Support Indigenous Activism: As the climate crisis escalates, activists fighting to protect the world’s remaining forests risk being persecuted by their governments — and even killed, as described in an opinion piece in New York Times. Indigenous peoples and communities operating in the Americas, Indonesia and Africa banded together and collectively formed the Global Alliance of Territorial Communities. They work to protect their rights and territories totaling nearly 3.5 million square miles of land around the world. They can support their 5 priorities: land rights, free prior and informed consent before any intervention in their territories, direct access to climate finance, protecting people from violence and law enforcement, and acknowledging traditional knowledge in the fight to defend the planet.

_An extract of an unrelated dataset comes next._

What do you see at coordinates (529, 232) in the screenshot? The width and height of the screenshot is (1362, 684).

Walk in indigenous shoes: Writer and Indigenous rights advocate Julian Brave NoiseCat challenges us to rethink the conceptualization of humanity and the natural environment as separate, which is one of the central theoretical premises of Western political philosophy. NoiseCat argues that the separation of these two things – people and the world we live in – makes it possible to exploit and extract nature. If we step back and try to put this system of epistemology in an indigenous context, nature looks very different. “A connection to a place and respect for a place and where you are in the environment, in the natural world,” says NoiseCat, “creates a need to defend, protect and preserve those places.”
Accept the inevitability of customization: Indigenous peoples have grappled with climate change and environmental changes for thousands of years; Adaptability and resourcefulness are hallmarks of every indigenous culture. Instead, we can interpret natural processes as cyclical, reflecting respect for the earth and, most importantly, considering all our actions in the context of future generations.

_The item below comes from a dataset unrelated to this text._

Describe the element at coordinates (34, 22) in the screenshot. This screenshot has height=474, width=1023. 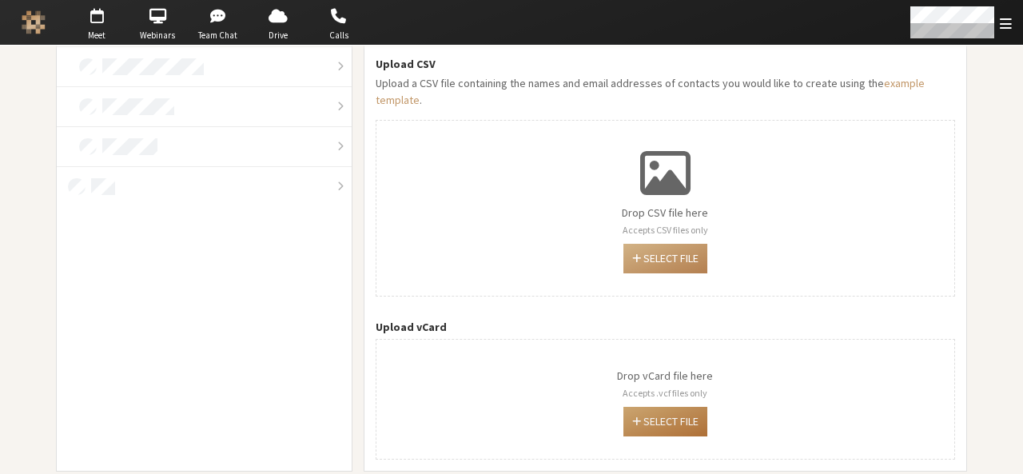
I see `img: Iotum` at that location.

Consider nature-based investing: IPCC scientists also argue that alongside technical applications to reduce emissions, we should harness the carbon sequestration powers of the planet itself. Nature-based solutions — efforts like reforestation and ecosystem restoration — pay off with a triple dividend as they sequester carbon, boost biodiversity and contribute to human well-being. It is estimated that nature-based solutions have the potential to lift 1 billion people out of poverty, create 80 million jobs, add $2.3 trillion in additional growth to the global economy and mitigate 3, $7 trillion to prevent. Now it’s up to investors to recognize this potential and direct the funds to where they are needed.
Criticism of indigenous representations in media and culture: Indigenous representation is so important, be it in the media, in politics, in sports or in education. Watch a movie with your friends and have a discussion afterwards. There is a plethora of films to choose from, e.g Dance with wolves (1990), Songs my brothers taught me (2015), Indian horse (2017), or Gather (2020). As you watch, you will find that you appreciate the voices and stories of the indigenous people. Continue to support healthy Aboriginal iconography, if for no other reason than that Indigenous children deserve positive opportunities to be seen in mainstream media texts.
Read indigenous literature: Other than the book by Dunbar-Ortiz you could pick up A Brief Account of the Destruction of India, by Bartolome de las Casas, 1491: New revelations of the Americas before Columbus, by Charles C Mann, Bury my heart at the wounded knee by Dee Brown, or (my favorite) black moose speaks, Co-authored by John Gneisenau Neihardt.